The Penobscot Bay Regional History Conference, held on Friday, Oct. 10 in Searsport, offered something for everyone who attended. Confer-ence organizer John Arrison, the Museum’s librarian and archivist, brought together professional historians, historical society and museum personnel and volunteer researchers and genealogists in a mix of subjects that gave conference attendees a sense of life in the Penobscot Bay area from its earliest days of habitation to the present.

The Congregational Church Vestry, on the grounds of the Penobscot Marine Museum, couldn’t have held many more than the approximately 75 conference attendees, which, in itself, spoke to the conference’s increasing popularity.

Historian Nancy P. Alexander gave the day a strong start with her talk, “I’ve Got Family There: The Penobscot Bay as a Community.” Citing letters, bills, and other documents, she spoke easily and warmly, showing how people from isolated, rural communities traveled by water for social as well as business reasons and found friends, business partners and mates in other isolated seacoast communities.

The shape of Penobscot Bay allowed easy travel, as people could see where they were headed, whereas it was harder for people from Damariscotta to know people from Wiscasset. “You could say in Rockland, ‘Over at Greening’s Landing’ [now Stonington]” she said, “and someone would say, ‘Oh, I’ve got family there.’ ”

Alexander discussed the history of the region, starting before 1763, when the French lost power over the area to the English. From 1763 to 1810, she said, “a particularly homogeneous group” of native-born Americans settled the area, established communities and intermarried. “From 1810 to 1850, the towns took off,” she said. “Everybody was a farmer, a fisherman, or a seafarer, with logging in winter. By 1850, however, an enormous diversity in jobs began to develop.”

Don Garrold, a surveyor who volunteers at the Penobscot Marine Museum, explained the database he has set up, a historic geographic information system (GIS), for the historic properties of Searsport. He used as an example the mansard-roofed Carriage House B & B, a house once owned by artist Waldo Peirce. The Peirce family owned the property from 1948 to 1970. A printout of the Carriage House property lists owners from 1845 to the present, the years they owned the property, and slides showing photos, surveys, tax maps, revaluation photos, and inventories for the property. But nothing won the hearts of area museum and historical society personnel more than when Garrold said he’d be willing to help anyone interested in learning how to use the software, which costs about $300 or $400. He can be found at the Museum’s library on Thursday afternoons.

The real crowd-pleaser was Eagle Island lobsterman, caretaker, weekend mail-carrier, local historian and genealogist Robert Quinn, who spoke on “Eagle and Butter Islands: Their History and Tradition.” No one could have competed with his laid-back, lackadaisical charm as he told island stories, spicing them with off-the-cuff remarks. He began his talk by saying that carbon-dated rocks on Eagle go back 400 million years. Those on the other nearby islands date to only a couple million years. Despite the disparity in age, he said Butter Island was settled before Eagle and added that the name Butter was changed to Dirigo, but it didn’t stick.

After lunch, Mark E. Honey, who has spent 25 years working on Union River history, delivered a paper on his research of Whitcomb, Haynes and Whitney, “Ellsworth’s Last Great Maritime Company,” aided by his research assistant, College of the Atlantic student Edward Stern.

The Ellsworth firm built 170 vessels, mostly for the lumber trade, and Honey feels the company’s papers he worked on in the Maine Maritime Academy’s collection and one found at Ellsworth Falls in 2002, document “the twilight years of lumbering and the coasting trade in Hancock County.”

Stern discussed the coasting trade and said Ellsworth coastwise vessels went as far as the West Indies, but after 1900, when a lot of store merchandise came by steam or rail, became limited to the coastal U.S. and the Canadian maritime provinces.

Jon Johansen, who publishes Maine Coastal News, has been transcribing maritime articles from a publication called the Maine Mining & Industrial Journal, which ran from 1880 to 1918 and which covered much more than mining, from which he gleaned his conference subject: “A History of the Penobscot River in the 1880s.” His talked was filled with details, such as the existence of a sardine factory in Camden. “How would that go over today?” got a laugh. Camden was also the home of the largest anchor factory in the state.

By 1880, Johansen said, six to seven hundred million board feet of lumber were shipped down the Penobscot. Maine located its prisons so prisoners could mine lime for the state.

“A man could make $5 a day cutting out ship’s knees,” Johansen said, citing more facts. “All mattresses used in on the steamer STATE OF MAINE were made in Winterport.”

Johansen said he’d brought his computer with him and would be willing to search subjects of interest to conference attendees.

The final speakers for the day were John Doak and Duke Tomlin, who spoke on “Tugboating on the Penobscot River and Bay: Past and Present.”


* [Requirement]:
Please go through the records below and return every line holding the word "name".

* [Records from a data collection]:
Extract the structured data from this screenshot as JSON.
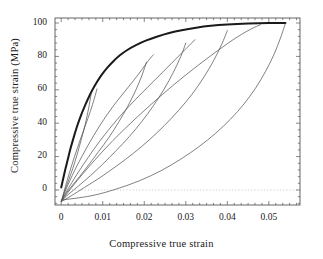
{
  "chart_data": {
    "type": "line",
    "title": "",
    "xlabel": "Compressive true strain",
    "ylabel": "Compressive true strain (MPa)",
    "xlim": [
      -0.0015,
      0.0575
    ],
    "ylim": [
      -9,
      103
    ],
    "xticks": [
      0,
      0.01,
      0.02,
      0.03,
      0.04,
      0.05
    ],
    "xtick_labels": [
      "0",
      "0.01",
      "0.02",
      "0.03",
      "0.04",
      "0.05"
    ],
    "yticks": [
      0,
      20,
      40,
      60,
      80,
      100
    ],
    "ytick_labels": [
      "0",
      "20",
      "40",
      "60",
      "80",
      "100"
    ],
    "x_minor_ticks": 5,
    "y_minor_ticks": 4,
    "grid": false,
    "legend": null,
    "zero_line": {
      "y": 0,
      "style": "dotted",
      "color": "#b9b9b9"
    },
    "frame": {
      "color": "#555555"
    },
    "series": [
      {
        "name": "Loading envelope",
        "role": "monotonic-envelope",
        "color": "#1a1a1a",
        "width": 2.0,
        "points": [
          [
            0.0,
            1.5
          ],
          [
            0.0004,
            6.0
          ],
          [
            0.001,
            12.5
          ],
          [
            0.0016,
            18.5
          ],
          [
            0.0022,
            24.5
          ],
          [
            0.003,
            31.5
          ],
          [
            0.0038,
            38.0
          ],
          [
            0.0048,
            45.0
          ],
          [
            0.0058,
            51.0
          ],
          [
            0.007,
            57.5
          ],
          [
            0.0082,
            63.0
          ],
          [
            0.0096,
            68.5
          ],
          [
            0.011,
            73.0
          ],
          [
            0.0125,
            77.0
          ],
          [
            0.0142,
            80.8
          ],
          [
            0.016,
            84.0
          ],
          [
            0.018,
            86.8
          ],
          [
            0.0205,
            89.6
          ],
          [
            0.023,
            91.8
          ],
          [
            0.026,
            94.0
          ],
          [
            0.029,
            95.7
          ],
          [
            0.0325,
            97.2
          ],
          [
            0.036,
            98.3
          ],
          [
            0.04,
            99.1
          ],
          [
            0.045,
            99.7
          ],
          [
            0.05,
            100.0
          ],
          [
            0.054,
            100.0
          ]
        ]
      },
      {
        "name": "Unload 1",
        "role": "unloading",
        "color": "#4a4a4a",
        "width": 0.7,
        "peak": [
          0.0072,
          57.5
        ],
        "end": [
          0.0002,
          -5.5
        ],
        "points": [
          [
            0.0072,
            57.5
          ],
          [
            0.0066,
            49.0
          ],
          [
            0.0058,
            39.5
          ],
          [
            0.0048,
            30.0
          ],
          [
            0.0038,
            21.0
          ],
          [
            0.0028,
            13.0
          ],
          [
            0.0018,
            6.0
          ],
          [
            0.001,
            0.5
          ],
          [
            0.0005,
            -3.0
          ],
          [
            0.0002,
            -5.5
          ]
        ]
      },
      {
        "name": "Reload 1",
        "role": "reloading",
        "color": "#4a4a4a",
        "width": 0.7,
        "points": [
          [
            0.0002,
            -5.5
          ],
          [
            0.001,
            2.0
          ],
          [
            0.002,
            10.5
          ],
          [
            0.0032,
            20.0
          ],
          [
            0.0045,
            29.5
          ],
          [
            0.0058,
            38.5
          ],
          [
            0.007,
            47.0
          ],
          [
            0.008,
            55.0
          ],
          [
            0.0086,
            60.5
          ]
        ]
      },
      {
        "name": "Unload 2",
        "role": "unloading",
        "color": "#4a4a4a",
        "width": 0.7,
        "peak": [
          0.0205,
          76.5
        ],
        "end": [
          0.0001,
          -6.2
        ],
        "points": [
          [
            0.0205,
            76.5
          ],
          [
            0.0195,
            69.0
          ],
          [
            0.018,
            60.0
          ],
          [
            0.016,
            50.0
          ],
          [
            0.0138,
            40.5
          ],
          [
            0.0115,
            31.5
          ],
          [
            0.009,
            23.0
          ],
          [
            0.0066,
            15.0
          ],
          [
            0.0044,
            8.0
          ],
          [
            0.0026,
            2.5
          ],
          [
            0.0012,
            -2.0
          ],
          [
            0.0001,
            -6.2
          ]
        ]
      },
      {
        "name": "Reload 2",
        "role": "reloading",
        "color": "#4a4a4a",
        "width": 0.7,
        "points": [
          [
            0.0001,
            -6.2
          ],
          [
            0.0016,
            3.0
          ],
          [
            0.0038,
            14.5
          ],
          [
            0.0064,
            26.5
          ],
          [
            0.0094,
            39.0
          ],
          [
            0.0126,
            50.5
          ],
          [
            0.0158,
            60.5
          ],
          [
            0.0188,
            70.0
          ],
          [
            0.021,
            77.5
          ],
          [
            0.0222,
            81.0
          ]
        ]
      },
      {
        "name": "Unload 3",
        "role": "unloading",
        "color": "#4a4a4a",
        "width": 0.7,
        "peak": [
          0.03,
          88.0
        ],
        "end": [
          0.0,
          -6.6
        ],
        "points": [
          [
            0.03,
            88.0
          ],
          [
            0.0288,
            80.0
          ],
          [
            0.027,
            70.5
          ],
          [
            0.0248,
            60.5
          ],
          [
            0.0222,
            50.5
          ],
          [
            0.0194,
            41.0
          ],
          [
            0.0164,
            32.0
          ],
          [
            0.0132,
            23.5
          ],
          [
            0.01,
            15.5
          ],
          [
            0.007,
            8.5
          ],
          [
            0.0042,
            2.5
          ],
          [
            0.0018,
            -2.5
          ],
          [
            0.0,
            -6.6
          ]
        ]
      },
      {
        "name": "Reload 3",
        "role": "reloading",
        "color": "#4a4a4a",
        "width": 0.7,
        "points": [
          [
            0.0,
            -6.6
          ],
          [
            0.0022,
            3.0
          ],
          [
            0.0054,
            15.5
          ],
          [
            0.0092,
            29.0
          ],
          [
            0.0134,
            42.0
          ],
          [
            0.0178,
            54.0
          ],
          [
            0.0222,
            65.0
          ],
          [
            0.0264,
            75.5
          ],
          [
            0.03,
            84.5
          ],
          [
            0.0322,
            90.0
          ]
        ]
      },
      {
        "name": "Unload 4",
        "role": "unloading",
        "color": "#4a4a4a",
        "width": 0.7,
        "peak": [
          0.04,
          95.5
        ],
        "end": [
          0.0,
          -7.0
        ],
        "points": [
          [
            0.04,
            95.5
          ],
          [
            0.0386,
            87.0
          ],
          [
            0.0366,
            77.0
          ],
          [
            0.0342,
            67.0
          ],
          [
            0.0314,
            57.0
          ],
          [
            0.0282,
            47.5
          ],
          [
            0.0248,
            38.5
          ],
          [
            0.0212,
            30.0
          ],
          [
            0.0174,
            22.0
          ],
          [
            0.0134,
            14.5
          ],
          [
            0.0094,
            7.5
          ],
          [
            0.0056,
            1.5
          ],
          [
            0.0024,
            -3.5
          ],
          [
            0.0,
            -7.0
          ]
        ]
      },
      {
        "name": "Reload 4",
        "role": "reloading",
        "color": "#4a4a4a",
        "width": 0.7,
        "points": [
          [
            0.0,
            -7.0
          ],
          [
            0.003,
            3.0
          ],
          [
            0.0074,
            16.0
          ],
          [
            0.0124,
            29.5
          ],
          [
            0.018,
            43.0
          ],
          [
            0.0238,
            56.0
          ],
          [
            0.0298,
            68.5
          ],
          [
            0.0358,
            80.0
          ],
          [
            0.0414,
            90.0
          ],
          [
            0.0454,
            96.0
          ],
          [
            0.048,
            99.0
          ]
        ]
      },
      {
        "name": "Final unload",
        "role": "unloading",
        "color": "#4a4a4a",
        "width": 0.7,
        "peak": [
          0.054,
          100.0
        ],
        "end": [
          0.0002,
          -6.0
        ],
        "points": [
          [
            0.054,
            100.0
          ],
          [
            0.0528,
            91.0
          ],
          [
            0.0512,
            81.0
          ],
          [
            0.0492,
            71.0
          ],
          [
            0.0468,
            61.0
          ],
          [
            0.044,
            51.5
          ],
          [
            0.0408,
            42.5
          ],
          [
            0.0372,
            34.0
          ],
          [
            0.0332,
            26.0
          ],
          [
            0.0288,
            18.5
          ],
          [
            0.024,
            11.5
          ],
          [
            0.0188,
            5.5
          ],
          [
            0.0132,
            0.5
          ],
          [
            0.0072,
            -3.5
          ],
          [
            0.0002,
            -6.0
          ]
        ]
      }
    ]
  }
}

* [Answer]:
        "name": "Loading envelope",
        "name": "Unload 1",
        "name": "Reload 1",
        "name": "Unload 2",
        "name": "Reload 2",
        "name": "Unload 3",
        "name": "Reload 3",
        "name": "Unload 4",
        "name": "Reload 4",
        "name": "Final unload",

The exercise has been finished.